Within 24 hours of his arrival at Manchester, overawed by the experience of meeting the players and riddled with self-doubt about his size, Best staged his first walkout. On finding that his son regretted this impulsive decision, Best’s father telephoned Matt Busby, the United manager, and persuaded him to give him another chance. Busby nurtured his shy new charge and was to find his faith amply repaid long before the turmoil of Best’s later years at United. His first match was a home tie against West Bromwich Albion in September 1963.
In the early days Best applied himself to honing his natural talent with a dedication that flatly contradicted his later reputation for skimping on training. As a child, he practised kicking a tennis ball against doorknobs until he had mastered striking them dead-centre, the precondition for the ball returning to him rather than flying off at an angle. Later on, he would aim to hit the crossbar at least nine times out of ten from the penalty spot, then from 20 yards, then 30 and then 40 before repeating the process with his weaker left foot until it became as reliable as his right.
The world first noticed Best at his best in Manchester United’s 5-1 defeat of European giants Benfica in 1966. The Belfast boy scored twice in the opening ten minutes in what was the Portuguese side’s first home defeat in the European Cup. One supporter ran on the pitch with a knife, wanting a lock of Best’s hair. The press dubbed him “El Beatle”.

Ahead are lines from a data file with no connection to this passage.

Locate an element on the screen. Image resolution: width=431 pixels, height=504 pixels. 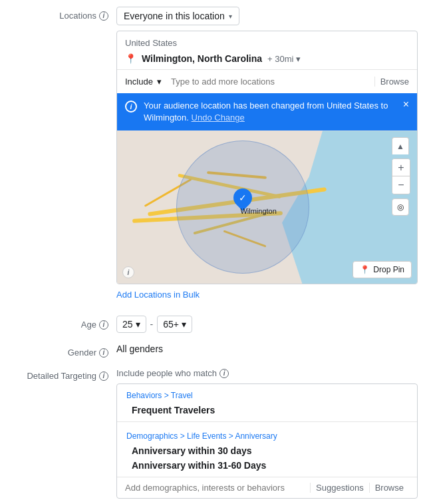
map-locate-button: ◎ is located at coordinates (400, 207). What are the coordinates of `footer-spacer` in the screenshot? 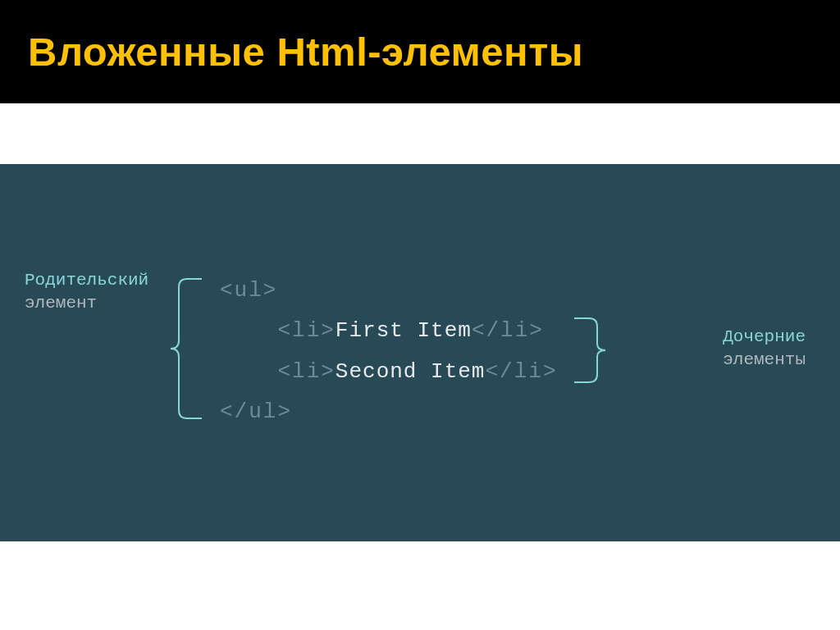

Having helped United to the league championship in 1967, Best starred again in Europe when the Reds became the first English side to lift the European Cup, beating Benfica at Wembley in 1968. In the second half, with the score level at 1-1, Best walked the ball into the net to put United on their way to a 4-1 triumph. Other outstanding performances included his double hat-trick against Northampton Town in an FA Cup fifth-round tie in 1970, and what may be considered his parting shot, a 1980 strike for San Jose Earthquakes, in which he tormented and worked his way around four defenders before placing the ball beyond the reach of the goalkeeper.
On the international field too, there were memorable moments: in 1971 he scored a hat-trick against Cyprus in Belfast and in a home tie against England had an audacious goal against England disallowed. Goalkeeper Gordon Banks had been bouncing the ball a couple of times before taking a kick, when Best nipped in to steer a shot into the net. The referee, however, had adjudged Best to have kicked the ball while it was still in Banks’s hands. There was controversy too. In 1970 he was sent off against Scotland in Belfast for throwing mud at the referee. More seriously, the following year, he briefly withdrew from the squad after threats from the IRA.